Podcasts are amazing -- there's thousands of hours of fresh content in every posible genre available for free, every day. But like TV and radio, content discovery is a key challenge.
The perfect podcast player should be as easy to use as the radio. Turn it on, and you should be able to start listening to something interesting within one or two clicks. That means presenting new users with a selection of content that's likely to get them hooked.
In the apps we looked at, we noticed that the behavior of the "next" and "previous" buttons was often unpredictable. If the user hits "next", your app should be able to determine something for them to listen to without them having to pick it out specifically.

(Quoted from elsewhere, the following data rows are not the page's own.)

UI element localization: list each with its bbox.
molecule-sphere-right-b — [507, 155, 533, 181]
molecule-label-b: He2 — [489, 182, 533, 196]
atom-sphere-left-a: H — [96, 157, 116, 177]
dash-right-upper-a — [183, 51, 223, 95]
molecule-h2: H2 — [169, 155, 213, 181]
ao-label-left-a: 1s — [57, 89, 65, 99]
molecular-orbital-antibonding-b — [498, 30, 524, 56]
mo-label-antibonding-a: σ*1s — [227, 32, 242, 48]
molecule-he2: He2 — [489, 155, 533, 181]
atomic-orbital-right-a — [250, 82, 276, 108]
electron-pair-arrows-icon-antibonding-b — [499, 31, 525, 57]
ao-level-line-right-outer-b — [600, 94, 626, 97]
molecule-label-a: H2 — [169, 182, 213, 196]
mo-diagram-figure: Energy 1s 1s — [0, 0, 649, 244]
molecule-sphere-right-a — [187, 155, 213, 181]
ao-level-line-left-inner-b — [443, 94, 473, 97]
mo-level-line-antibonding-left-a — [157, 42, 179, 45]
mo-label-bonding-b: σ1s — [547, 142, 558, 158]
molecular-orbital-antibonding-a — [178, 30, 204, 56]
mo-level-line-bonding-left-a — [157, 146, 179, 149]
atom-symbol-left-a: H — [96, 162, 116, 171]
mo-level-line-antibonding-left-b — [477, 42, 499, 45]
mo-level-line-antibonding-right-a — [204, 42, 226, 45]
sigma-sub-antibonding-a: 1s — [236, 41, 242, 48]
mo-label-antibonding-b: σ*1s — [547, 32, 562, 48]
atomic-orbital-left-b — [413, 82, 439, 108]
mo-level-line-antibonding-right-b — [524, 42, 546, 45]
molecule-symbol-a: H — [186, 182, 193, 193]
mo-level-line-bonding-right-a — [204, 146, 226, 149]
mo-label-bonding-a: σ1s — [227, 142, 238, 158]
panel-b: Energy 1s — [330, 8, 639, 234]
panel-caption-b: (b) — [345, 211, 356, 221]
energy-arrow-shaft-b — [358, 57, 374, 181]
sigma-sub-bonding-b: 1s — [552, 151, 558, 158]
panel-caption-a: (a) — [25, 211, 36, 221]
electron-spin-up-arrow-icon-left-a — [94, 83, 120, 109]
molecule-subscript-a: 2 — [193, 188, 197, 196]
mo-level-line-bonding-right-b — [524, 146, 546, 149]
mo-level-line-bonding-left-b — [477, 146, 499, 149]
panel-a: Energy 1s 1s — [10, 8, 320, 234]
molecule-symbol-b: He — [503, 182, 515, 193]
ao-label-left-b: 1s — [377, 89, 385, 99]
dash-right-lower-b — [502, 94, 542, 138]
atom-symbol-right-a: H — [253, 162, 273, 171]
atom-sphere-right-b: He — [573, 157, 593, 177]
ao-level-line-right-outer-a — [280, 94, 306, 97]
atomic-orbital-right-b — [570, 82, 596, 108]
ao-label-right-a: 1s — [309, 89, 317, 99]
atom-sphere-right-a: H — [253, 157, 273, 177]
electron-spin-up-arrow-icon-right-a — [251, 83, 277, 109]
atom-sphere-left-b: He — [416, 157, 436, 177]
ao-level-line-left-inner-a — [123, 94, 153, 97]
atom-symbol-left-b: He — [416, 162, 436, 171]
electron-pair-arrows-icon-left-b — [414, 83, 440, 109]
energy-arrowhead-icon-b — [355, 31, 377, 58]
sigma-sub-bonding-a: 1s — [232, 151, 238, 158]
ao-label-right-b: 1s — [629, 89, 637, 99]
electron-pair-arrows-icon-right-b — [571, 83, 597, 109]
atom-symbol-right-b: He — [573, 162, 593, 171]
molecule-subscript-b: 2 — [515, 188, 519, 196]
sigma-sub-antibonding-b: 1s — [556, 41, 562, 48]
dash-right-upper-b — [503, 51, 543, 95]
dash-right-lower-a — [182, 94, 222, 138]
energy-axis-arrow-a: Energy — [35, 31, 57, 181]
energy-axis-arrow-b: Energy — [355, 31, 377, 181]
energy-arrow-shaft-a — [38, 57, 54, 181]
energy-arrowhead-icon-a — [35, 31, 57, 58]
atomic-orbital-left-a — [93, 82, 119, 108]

Similarly, never present users with an empty screen, or rely on them knowing and entering a podcast URL in order to get started. Even if they're experienced podcast listeners with their favorite feeds, make it easy for them to test your app before they go to the trouble of importing their favorites.
Managing Subscriptions
The focus of many of the apps we looked at was in managing your subscriptions and controlling which episodes were downloaded. These are largely implementation details that help you decide how often to refresh feeds, which feeds to fetch, and which episodes to download ahead of time.
While important, this functionality but is secondary to the point of your app. In most cases, a user's preferences will be global for all their favorite podcasts, so rather than having them configure different settings for each feed, create a sensible (customizable) default and apply it to all their subscriptions. Now you only need to allow users to browse content and select the sources they favor.
Show users what they've got organized in ways that are familiar and obvious: genres, albums, artists, and playlists.
Tune in every Friday at 1pm Pacific Time (UTC-7) for The Friday App Clinic with Ian Ni-Lewis and Reto Meier.
"Any sufficiently advanced technology is indistinguishable from magic."
– Arthur C. Clarke
Imagine yourself from 1990 transported to the present, and being handed a smartphone
Had you handed 12 year-old me a Galaxy Nexus and a Nexus 7, and I'd have assumed they were props from ST:TNG. Show Asphalt 6: Adrenaline to a kid who's been obsessively playing Test Drive II on his 33Mhz 386, and watch him shit his pants.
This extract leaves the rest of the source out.